The answer is interpersonal interaction – real time relating in the therapeutic setting.
Let me get something out of the way up front, here. Real-time relating in the therapeutic setting, in my experience, can happen online or in-person. Sure, there are qualitative differences, but the overlap is large enough to support the claim that therapy “works” in both contexts, all else being stable.
One of my professors in graduate school was fond of telling us that it really doesn’t matter how many techniques we know, or what they are. Perhaps, he said, the most important thing about any particular therapist is how it feels to be alone in a room with them for an hour.
This speaks to the point: it is the relationship between the therapist and the client that is the single-greatest driver of therapeutic progress, or the lack of it.
Attachment theory has grown a lot in the past few decades. We now know that what happens in the formative years of our lives shapes the way we relate to any other human being moving forward. When a person who has experienced trauma (of any kind or severity) enters therapy, a relationship between the client and the therapist immediately begins to form.
Therapy is not just about information, but processing. And it’s not just about processing, but transformation. Transformation of relationships, present and future (and even past!) happens in the room through the interpersonal interactions that are happening in that space.
I’ve seen people learn how to have conversations for the first time after being married for thirty years. I’ve seen the lights come on around long-held beliefs about self and other, redefining what the relationship means moving forward. Through the therapeutic process and dialogical exchanges that occur in that space, we heal and change.
When a couple comes into my office for the first time, I ask them how old they are. Let’s say the report comes back: 35 and 33 years old. Then I ask them how old they were when they met. They tell me, for example, 24 and 23 years old.
I then tell them: that is 24 and 23 years, respectively, of past relationships, traumas, significant events and life experiences. I then tell them “if you think what you are experiencing in this relationship is coming just from the person across from you, you are probably working with an incomplete picture of reality.”
Let me note here, because this is very important: I believe a therapist should definitely not simply make such an assumption that both people in the relationship are contributing to a problem when there is active addiction, abuse, or infidelity occurring in the relationship. These circumstances must be stabilized before any relationship coaching or counseling occurs, or therapy cannot be expected to be successful.
At the same time, I think it safe to say that attachment is eventually at the root of all types of relational dysfunction, regardless of what is happening, and regardless of severity.

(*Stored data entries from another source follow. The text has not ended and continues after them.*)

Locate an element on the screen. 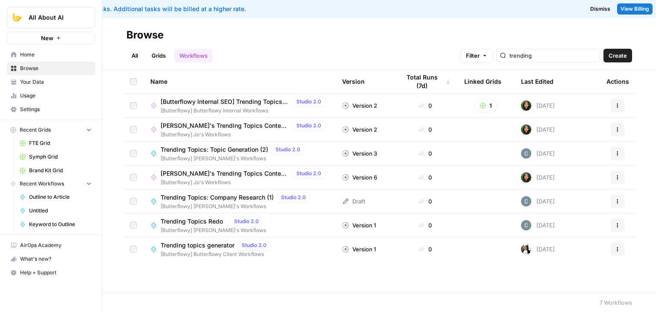 The image size is (656, 312). div: You've used your included tasks. Additional tasks will be billed at a higher rate. is located at coordinates (211, 9).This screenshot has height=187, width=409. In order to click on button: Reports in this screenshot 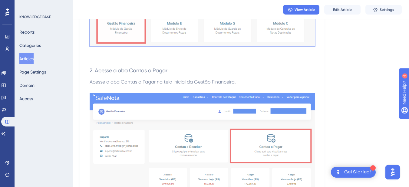, I will do `click(27, 32)`.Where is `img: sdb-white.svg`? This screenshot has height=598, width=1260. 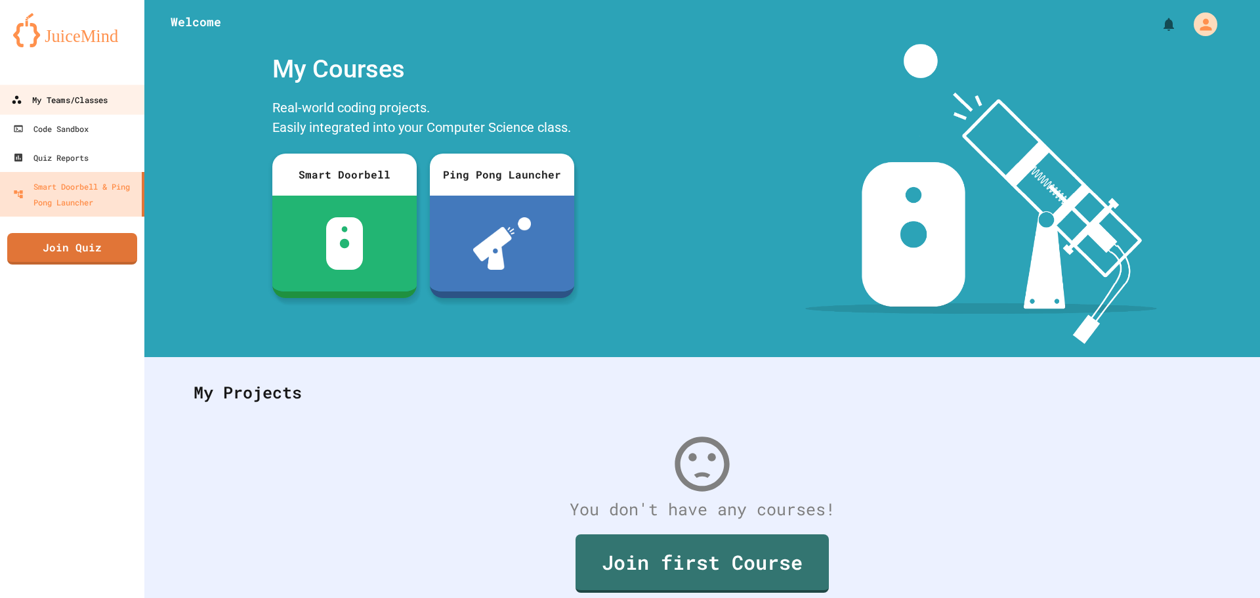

There are different schools of thought with regard to what attachment therapy is. For me, it is the real-time healing of trauma of all sorts.
As healing occurs, the old versions of self begin to fall away, like leaves from the trees in fall. Sometimes the colors are amazing. Sometimes they are brown and dead. Attachment therapy can be and should be the space in which healing and integration occur.
If you or someone you know could possibly benefit from spending time with a qualified therapist, please pray, think, and then reach out. The journey of healing is waiting for you to begin.